The most financially stable tenant segments in Acadia Parish are public sector workers — Acadia Parish School Board employees, parish and city government workers, and healthcare employees at Acadia St. Landry Hospital — whose monthly income is predictable, institutionally secure, and easy to verify. For landlords with well-maintained properties in the $650–$850 range in Crowley, marketing to school district and hospital employees tends to attract the most reliable long-term tenants.

The Eviction Process in Acadia Parish

Louisiana calls its eviction filing a Rule to Show Cause rather than a Complaint for Unlawful Detainer or Unlawful Entry and Detainer. The substance is the same — the court orders the tenant to appear and show cause why eviction should not be granted — but the terminology and procedural rules are Louisiana-specific.
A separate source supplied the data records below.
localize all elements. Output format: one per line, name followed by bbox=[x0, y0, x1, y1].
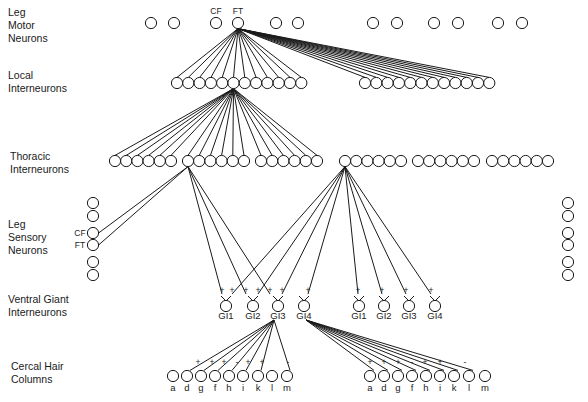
motor-neuron bbox=[145, 17, 156, 28]
local-interneuron bbox=[371, 77, 382, 88]
synapse-sign: + bbox=[306, 285, 311, 295]
cercal-hair bbox=[463, 370, 474, 381]
thoracic-interneuron bbox=[165, 155, 176, 166]
motor-neuron bbox=[452, 17, 463, 28]
connection-line bbox=[149, 89, 234, 156]
motor-neuron bbox=[428, 17, 439, 28]
synapse-sign: + bbox=[280, 285, 285, 295]
local-interneuron bbox=[296, 77, 307, 88]
motor-neuron bbox=[391, 17, 402, 28]
connection-line bbox=[177, 29, 238, 78]
giant-interneuron-label: GI3 bbox=[270, 310, 285, 321]
thoracic-interneuron bbox=[509, 155, 520, 166]
local-interneuron bbox=[382, 77, 393, 88]
cercal-hair bbox=[167, 370, 178, 381]
thoracic-interneuron bbox=[182, 155, 193, 166]
synapse-sign: + bbox=[222, 357, 227, 367]
connection-line bbox=[232, 167, 345, 294]
thoracic-interneuron bbox=[143, 155, 154, 166]
synapse-sign: + bbox=[382, 357, 387, 367]
local-interneuron bbox=[393, 77, 404, 88]
thoracic-interneuron bbox=[373, 155, 384, 166]
synapse-sign: + bbox=[423, 357, 428, 367]
thoracic-interneuron bbox=[311, 155, 322, 166]
local-interneuron bbox=[194, 77, 205, 88]
cercal-hair-label: f bbox=[214, 382, 217, 393]
cercal-hair-label: m bbox=[283, 382, 291, 393]
local-interneuron bbox=[183, 77, 194, 88]
giant-interneuron-label: GI1 bbox=[218, 310, 233, 321]
local-interneuron bbox=[171, 77, 182, 88]
thoracic-interneuron bbox=[227, 155, 238, 166]
thoracic-interneuron bbox=[267, 155, 278, 166]
synapse-sign: - bbox=[287, 357, 290, 367]
thoracic-interneuron bbox=[154, 155, 165, 166]
local-interneuron bbox=[405, 77, 416, 88]
cercal-hair bbox=[181, 370, 192, 381]
cercal-hair bbox=[378, 370, 389, 381]
cercal-hair-label: g bbox=[198, 382, 203, 393]
leg-sensory-neuron bbox=[562, 256, 573, 267]
giant-interneuron-label: GI2 bbox=[376, 310, 391, 321]
synapse-sign: + bbox=[220, 285, 225, 295]
local-interneuron bbox=[284, 77, 295, 88]
connection-line bbox=[258, 167, 345, 294]
synapse-sign: + bbox=[268, 285, 273, 295]
cercal-hair-label: a bbox=[367, 382, 373, 393]
leg-sensory-neuron bbox=[87, 269, 98, 280]
synapse-sign: + bbox=[438, 357, 443, 367]
connection-line bbox=[306, 320, 374, 370]
cercal-hair bbox=[364, 370, 375, 381]
thoracic-interneuron bbox=[457, 155, 468, 166]
thoracic-interneuron bbox=[531, 155, 542, 166]
connection-line bbox=[306, 320, 402, 370]
thoracic-interneuron bbox=[121, 155, 132, 166]
cercal-hair bbox=[195, 370, 206, 381]
local-interneuron bbox=[461, 77, 472, 88]
thoracic-interneuron bbox=[412, 155, 423, 166]
motor-neuron bbox=[492, 17, 503, 28]
cercal-hair-label: d bbox=[381, 382, 386, 393]
giant-interneuron-label: GI2 bbox=[245, 310, 260, 321]
thoracic-interneuron bbox=[424, 155, 435, 166]
cercal-hair-label: h bbox=[423, 382, 428, 393]
synapse-sign: + bbox=[256, 285, 261, 295]
thoracic-interneuron bbox=[109, 155, 120, 166]
leg-sensory-neuron bbox=[562, 210, 573, 221]
motor-neuron bbox=[292, 17, 303, 28]
connection-line bbox=[345, 167, 382, 294]
cercal-hair bbox=[281, 370, 292, 381]
motor-neuron bbox=[168, 17, 179, 28]
synapse-sign: + bbox=[356, 285, 361, 295]
synapse-sign: + bbox=[429, 285, 434, 295]
leg-sensory-neuron bbox=[87, 210, 98, 221]
motor-neuron bbox=[270, 17, 281, 28]
cercal-hair bbox=[434, 370, 445, 381]
connection-line bbox=[234, 89, 306, 156]
cercal-hair-label: k bbox=[256, 382, 261, 393]
thoracic-interneuron bbox=[238, 155, 249, 166]
synapse-sign: + bbox=[260, 357, 265, 367]
leg-sensory-neuron bbox=[562, 227, 573, 238]
thoracic-interneuron bbox=[205, 155, 216, 166]
cercal-hair-label: g bbox=[395, 382, 400, 393]
connection-line bbox=[345, 167, 358, 294]
cercal-hair-label: l bbox=[468, 382, 470, 393]
cercal-hair bbox=[209, 370, 220, 381]
thoracic-interneuron bbox=[435, 155, 446, 166]
connection-line bbox=[234, 89, 262, 156]
motor-neuron-label: FT bbox=[233, 6, 243, 16]
thoracic-interneuron bbox=[446, 155, 457, 166]
connection-line bbox=[234, 89, 273, 156]
thoracic-interneuron bbox=[300, 155, 311, 166]
connection-line bbox=[345, 167, 406, 294]
thoracic-interneuron bbox=[351, 155, 362, 166]
thoracic-interneuron bbox=[362, 155, 373, 166]
cercal-hair-label: k bbox=[452, 382, 457, 393]
local-interneuron bbox=[251, 77, 262, 88]
cercal-hair-label: d bbox=[184, 382, 189, 393]
synapse-sign: + bbox=[404, 285, 409, 295]
leg-sensory-neuron bbox=[562, 197, 573, 208]
synapse-sign: - bbox=[464, 357, 467, 367]
cercal-hair bbox=[392, 370, 403, 381]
Begin with a written 5-day notice to vacate, served personally, by domiciliary service (handing to a person of suitable age at the residence), or by affixing to the door and sending first class mail if no one of suitable age is found (CCP Art. 4704). After the 5-day period expires without compliance, file a Rule to Show Cause in Crowley City Court (for properties within Crowley city limits) or the 15th Judicial District Court (for properties outside city limits). The court sets a hearing date, the rule is served on the tenant at least 2 days before the hearing, and the judge rules. If the lessor prevails, judgment of eviction is entered and the tenant has 24 hours to vacate voluntarily before the lessor may obtain a writ of possession enforced by the Acadia Parish Sheriff.

Security deposits must be returned with an itemized written statement of deductions within 30 days of lease termination or the surrender and acceptance of the premises, whichever occurs later (R.S. 9:3252). The deposit cap is 2 months’ rent (R.S. 9:3251). Failure to return the deposit with proper accounting within 30 days exposes the lessor to liability for the full deposit amount plus reasonable attorney fees and court costs — and bad faith is presumed if no itemized statement is provided, which can add actual damages to the recovery.

This guide is provided for general informational purposes only and does not constitute legal advice. Louisiana landlord-tenant law is subject to change and differs significantly from the law of other states. Consult a licensed Louisiana attorney or contact Crowley City Court at (337) 788-4116 for guidance specific to your situation. Last updated: March 2026.

🗺️ Neighboring Parishes

⚠️ Legal Disclaimer: This page is provided for general informational purposes only and does not constitute legal advice. Louisiana landlord-tenant law is governed by the Civil Code and differs significantly from the law of other states. Consult a licensed Louisiana attorney for guidance specific to your situation. Last updated: March 2026.